Request.Url using SSL

A lesson learned the hard way: browsers do not post referring URL information to a HTTPS connection, and it looks like there may some more spanners in the works preventing Request.URL from providing the correct URL. This makes sense in the fact that the headers aren’t necessarily secure – Firefox for example had a long standing and globally aware problem (issue?) where extensions had access to decrypted headers, requiring people to perform minor hacks to achieve true anonymity.

In my scenario I’m presented with an SSL connection to an IIS 6.0 server running an ASP.NET website I designed and created entirely in my local ASP.NET Development server. Come to production use, the site had a major problem . The code, Response.Redirect(Request.Url.ToString()), which I use to prevent the somewhat stupid end users from pressing the browser’s refresh and forcing a post twice to the server, was telling the browser to go to “https:///“, which is clearly an invalid address.
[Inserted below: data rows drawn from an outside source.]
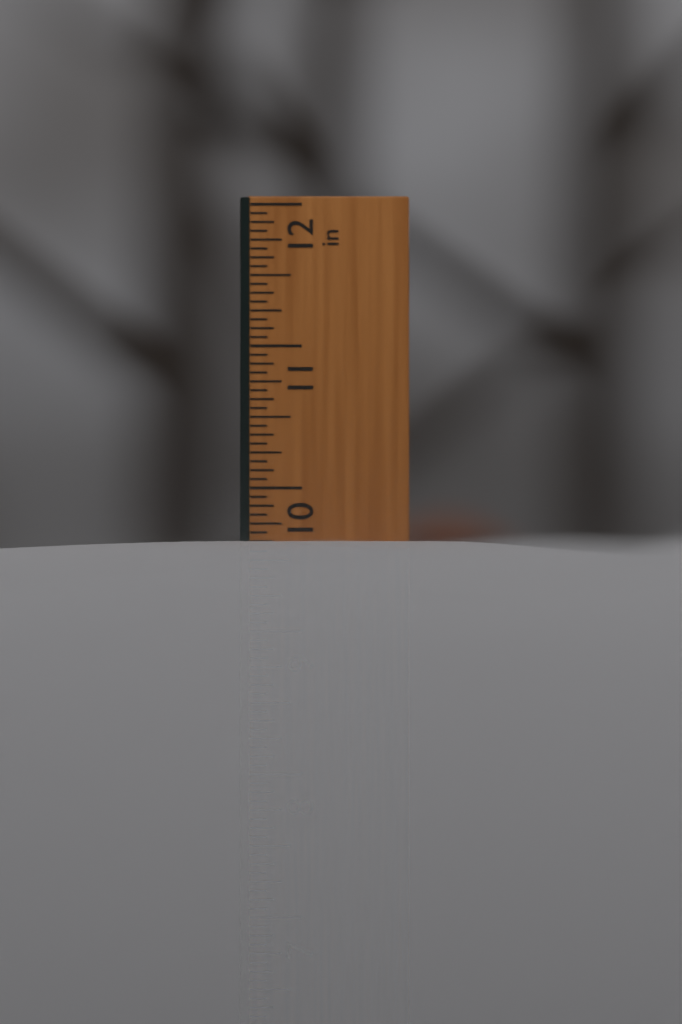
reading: 9.6250 in
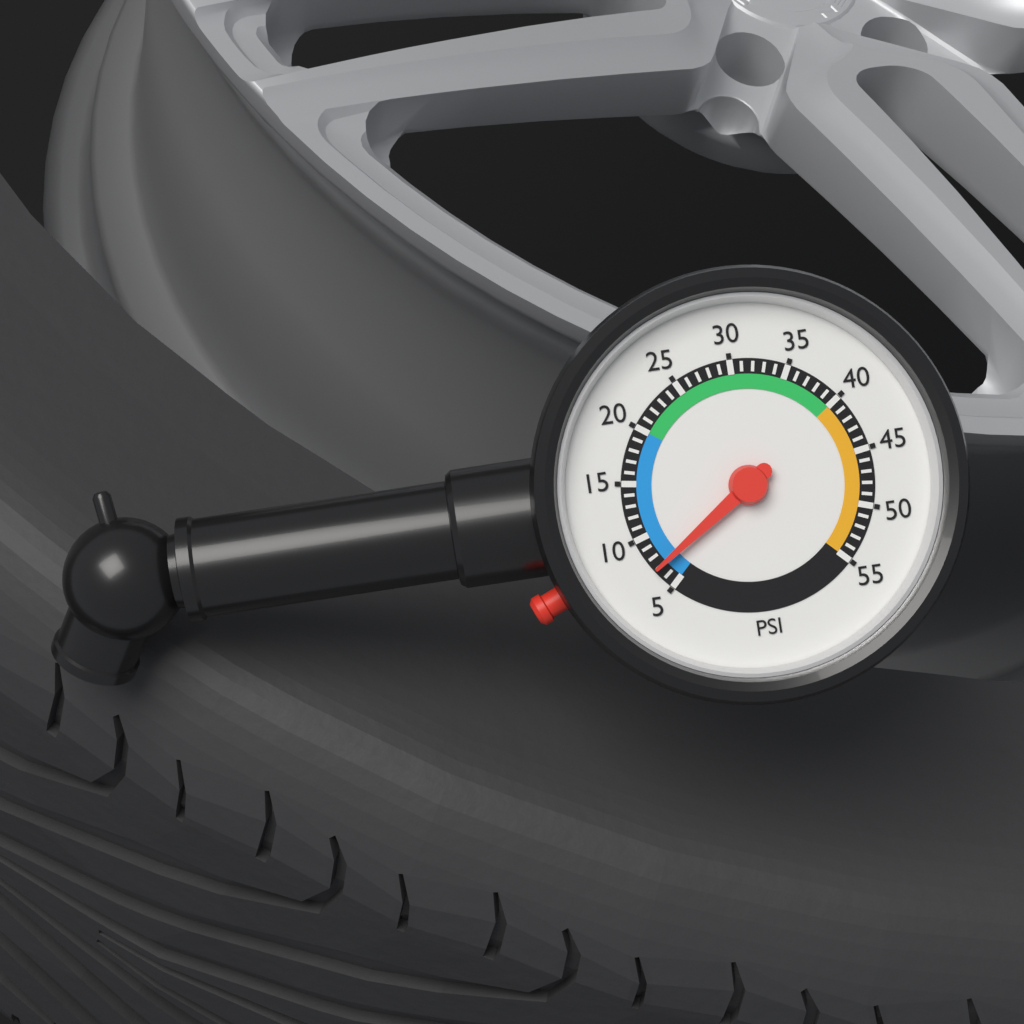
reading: 7 psi
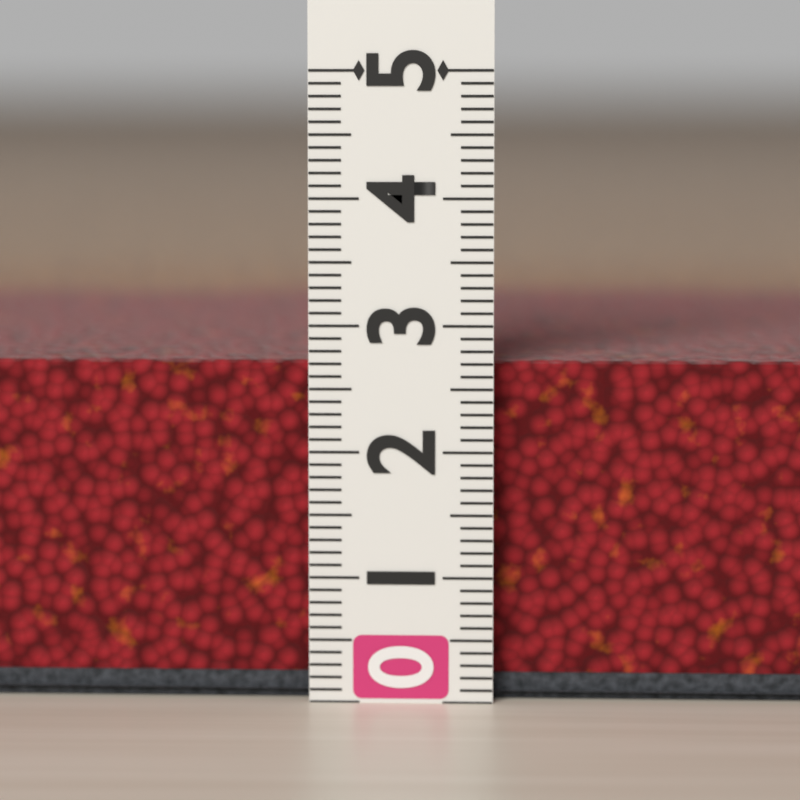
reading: 2.7 (no unit)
Even though a browser should know this address doesn’t exist, both Firefox and IE7 were ending up with a “Connection Time-out” message.

At first it isn’t clear that this is caused by hosting using a secure server, but after realising this was the only difference, I commenced banging my head upon the table.

The moral of this story I would say is to always test your code in a production environment. Pay particular attention to what your IT bod is up to with your server.

About the Author

Sleuth

Hello, I'm Dave! I'm a software developer, and I've lived in Nottingham since October 2005, and I tend to write my random thoughts down here in the hope that they might help or entertain someone in the future. If you have a comment about any of the posts you see on this site, please submit it, as you might also be helping someone!